Earlier this year a three-judge panel on the 9th US Circuit Court of Appeals in San Francisco ordered Google to take down the film. An 11-judge panel will now rehear the YouTube case, the court said.

A Google spokesman could not immediately be reached for comment, nor could an attorney for the plaintiff who appeared in the film.

Cindy Lee Garcia objected to the film after learning that it incorporated a clip she had made for a different movie, which had been partially dubbed and in which she appeared to be asking: "Is your Mohammed a child molester?"
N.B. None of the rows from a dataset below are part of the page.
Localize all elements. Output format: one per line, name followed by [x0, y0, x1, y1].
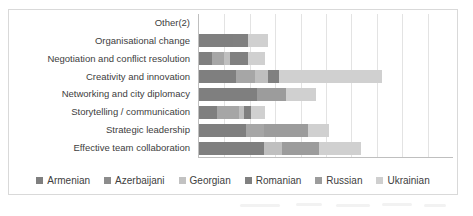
bar-segment-armenian[interactable]: [199, 34, 233, 47]
category-label: Negotiation and conflict resolution: [47, 52, 190, 66]
page-texture-1: [240, 204, 280, 207]
page-texture-4: [382, 203, 412, 206]
category-axis: Other(2)Organisational changeNegotiation…: [13, 14, 194, 158]
category-label: Other(2): [155, 16, 190, 30]
bar-row: [199, 106, 453, 119]
bar-segment-russian[interactable]: [257, 88, 287, 101]
chart-legend: ArmenianAzerbaijaniGeorgianRomanianRussi…: [9, 171, 457, 189]
legend-item-georgian[interactable]: Georgian: [179, 175, 231, 186]
bar-segment-armenian[interactable]: [199, 52, 212, 65]
page-texture-3: [336, 204, 370, 207]
bar-segment-ukrainian[interactable]: [308, 124, 329, 137]
category-label: Strategic leadership: [106, 123, 190, 137]
bar-segment-romanian[interactable]: [244, 106, 251, 119]
category-label: Networking and city diplomacy: [62, 87, 190, 101]
legend-label: Georgian: [190, 175, 231, 186]
bar-row: [199, 124, 453, 137]
bar-segment-ukrainian[interactable]: [319, 142, 361, 155]
chart-container: Other(2)Organisational changeNegotiation…: [0, 0, 473, 216]
category-label: Storytelling / communication: [71, 105, 190, 119]
legend-swatch-icon: [245, 177, 252, 184]
category-label: Effective team collaboration: [73, 141, 190, 155]
bar-segment-armenian[interactable]: [199, 88, 257, 101]
legend-item-azerbaijani[interactable]: Azerbaijani: [104, 175, 164, 186]
legend-swatch-icon: [179, 177, 186, 184]
bar-segment-russian[interactable]: [282, 142, 319, 155]
bar-segment-azerbaijani[interactable]: [212, 52, 225, 65]
bar-row: [199, 16, 453, 29]
bar-segment-ukrainian[interactable]: [251, 106, 265, 119]
legend-label: Armenian: [47, 175, 90, 186]
legend-item-ukrainian[interactable]: Ukrainian: [376, 175, 429, 186]
bar-row: [199, 52, 453, 65]
legend-swatch-icon: [104, 177, 111, 184]
legend-label: Ukrainian: [387, 175, 429, 186]
bar-segment-azerbaijani[interactable]: [236, 70, 256, 83]
legend-label: Russian: [326, 175, 362, 186]
bar-segment-armenian[interactable]: [199, 106, 217, 119]
category-label: Organisational change: [95, 34, 190, 48]
plot-wrapper: Other(2)Organisational changeNegotiation…: [13, 14, 453, 158]
legend-label: Romanian: [256, 175, 302, 186]
bar-segment-ukrainian[interactable]: [248, 52, 265, 65]
chart-frame: Other(2)Organisational changeNegotiation…: [8, 9, 458, 195]
bar-segment-armenian[interactable]: [199, 124, 246, 137]
bar-segment-ukrainian[interactable]: [248, 34, 268, 47]
category-label: Creativity and innovation: [86, 70, 190, 84]
legend-swatch-icon: [376, 177, 383, 184]
bar-segment-azerbaijani[interactable]: [246, 124, 264, 137]
page-texture-2: [296, 203, 322, 206]
bar-row: [199, 142, 453, 155]
bar-row: [199, 70, 453, 83]
legend-item-armenian[interactable]: Armenian: [36, 175, 90, 186]
legend-swatch-icon: [315, 177, 322, 184]
bar-segment-azerbaijani[interactable]: [217, 106, 238, 119]
bar-row: [199, 88, 453, 101]
bar-segment-georgian[interactable]: [255, 70, 268, 83]
plot-area: [198, 14, 453, 158]
legend-label: Azerbaijani: [115, 175, 164, 186]
bar-segment-armenian[interactable]: [199, 70, 236, 83]
bar-segment-ukrainian[interactable]: [279, 70, 382, 83]
bar-segment-romanian[interactable]: [233, 34, 249, 47]
bar-row: [199, 34, 453, 47]
bar-segment-russian[interactable]: [264, 124, 308, 137]
legend-item-russian[interactable]: Russian: [315, 175, 362, 186]
bar-segment-romanian[interactable]: [268, 70, 279, 83]
bar-segment-romanian[interactable]: [230, 52, 248, 65]
bar-segment-armenian[interactable]: [199, 142, 264, 155]
page-texture-5: [424, 204, 446, 207]
bar-segment-georgian[interactable]: [264, 142, 282, 155]
legend-swatch-icon: [36, 177, 43, 184]
bar-segment-ukrainian[interactable]: [286, 88, 316, 101]
legend-item-romanian[interactable]: Romanian: [245, 175, 302, 186]
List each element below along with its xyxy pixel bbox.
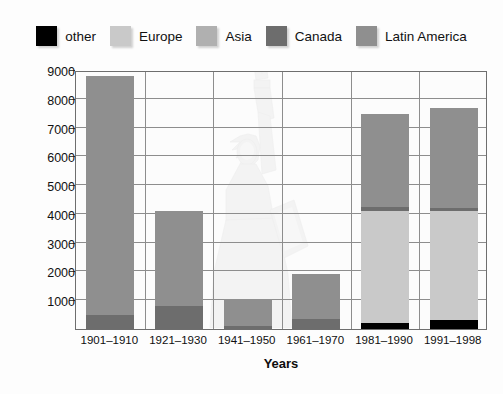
bar-segment-europe — [361, 211, 409, 323]
legend-item-label: Europe — [139, 29, 183, 44]
bar-segment-europe — [430, 211, 478, 320]
bar-segment-latin-america — [361, 114, 409, 208]
y-axis-tick-label: 8000 — [47, 94, 75, 108]
legend-item-label: Canada — [295, 29, 342, 44]
chart-page: otherEuropeAsiaCanadaLatin America Numbe… — [0, 0, 503, 394]
legend-swatch-icon — [196, 26, 217, 46]
legend-item-label: Asia — [225, 29, 251, 44]
legend-item-latin-america: Latin America — [356, 26, 467, 46]
x-axis-labels: 1901–19101921–19301941–19501961–19701981… — [75, 334, 487, 352]
bar-segment-latin-america — [292, 274, 340, 319]
y-axis-tick-label: 6000 — [47, 151, 75, 165]
chart-legend: otherEuropeAsiaCanadaLatin America — [0, 18, 503, 54]
x-axis-tick-label: 1941–1950 — [218, 334, 276, 346]
y-axis-tick-label: 2000 — [47, 266, 75, 280]
y-axis-tick-label: 3000 — [47, 238, 75, 252]
bar-segment-other — [361, 323, 409, 329]
bar-1981-1990 — [361, 114, 409, 329]
bar-group — [76, 72, 486, 329]
bar-1961-1970 — [292, 274, 340, 329]
y-axis-tick-label: 4000 — [47, 209, 75, 223]
plot-area — [75, 71, 487, 330]
legend-swatch-icon — [266, 26, 287, 46]
x-axis-tick-label: 1981–1990 — [355, 334, 413, 346]
bar-1941-1950 — [224, 299, 272, 329]
bar-segment-latin-america — [86, 76, 134, 315]
legend-item-canada: Canada — [266, 26, 342, 46]
legend-swatch-icon — [110, 26, 131, 46]
y-axis-tick-label: 5000 — [47, 180, 75, 194]
legend-item-asia: Asia — [196, 26, 251, 46]
bar-segment-latin-america — [155, 211, 203, 306]
plot-background — [75, 71, 487, 330]
bar-segment-latin-america — [430, 108, 478, 207]
bar-segment-canada — [155, 306, 203, 329]
x-axis-tick-label: 1921–1930 — [149, 334, 207, 346]
bar-1901-1910 — [86, 76, 134, 329]
legend-item-europe: Europe — [110, 26, 183, 46]
y-axis-tick-label: 7000 — [47, 123, 75, 137]
legend-item-label: Latin America — [385, 29, 467, 44]
bar-1991-1998 — [430, 108, 478, 329]
bar-segment-canada — [86, 315, 134, 329]
y-axis-tick-label: 1000 — [47, 295, 75, 309]
legend-item-other: other — [36, 26, 96, 46]
bar-segment-canada — [224, 326, 272, 329]
bar-segment-other — [430, 320, 478, 329]
x-axis-title: Years — [75, 356, 487, 371]
bar-segment-canada — [292, 319, 340, 329]
x-axis-tick-label: 1991–1998 — [424, 334, 482, 346]
legend-swatch-icon — [36, 26, 57, 46]
bar-1921-1930 — [155, 211, 203, 329]
legend-item-label: other — [65, 29, 96, 44]
legend-swatch-icon — [356, 26, 377, 46]
x-axis-tick-label: 1901–1910 — [81, 334, 139, 346]
y-axis-tick-label: 9000 — [47, 65, 75, 79]
bar-segment-latin-america — [224, 299, 272, 326]
x-axis-tick-label: 1961–1970 — [287, 334, 345, 346]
By a 2-1 vote, a 9th Circuit panel rejected Google's assertion that the removal of the film "Innocence of Muslims" amounted to a prior restraint of speech that violated the US Constitution.

The controversial film, billed as a trailer, depicted the Prophet Mohammed as a fool and a sexual deviant. It sparked a torrent of anti-American unrest among Muslims in Egypt, Libya and other countries in 2012.

That outbreak coincided with an attack on US diplomatic facilities in Benghazi that killed four Americans, including the US ambassador to Libya. US and other foreign embassies were

also stormed in the Middle East, Asia and Africa.

For many Muslims, any depiction of the prophet is considered blasphemous.

Google had refused to remove the film from YouTube, despite pressure from the White House and others, though it blocked the trailer in Egypt, Libya and certain other countries.

The case is Garcia vs. Google Inc et al., 9th US Circuit Court of Appeals, No. 12-57302.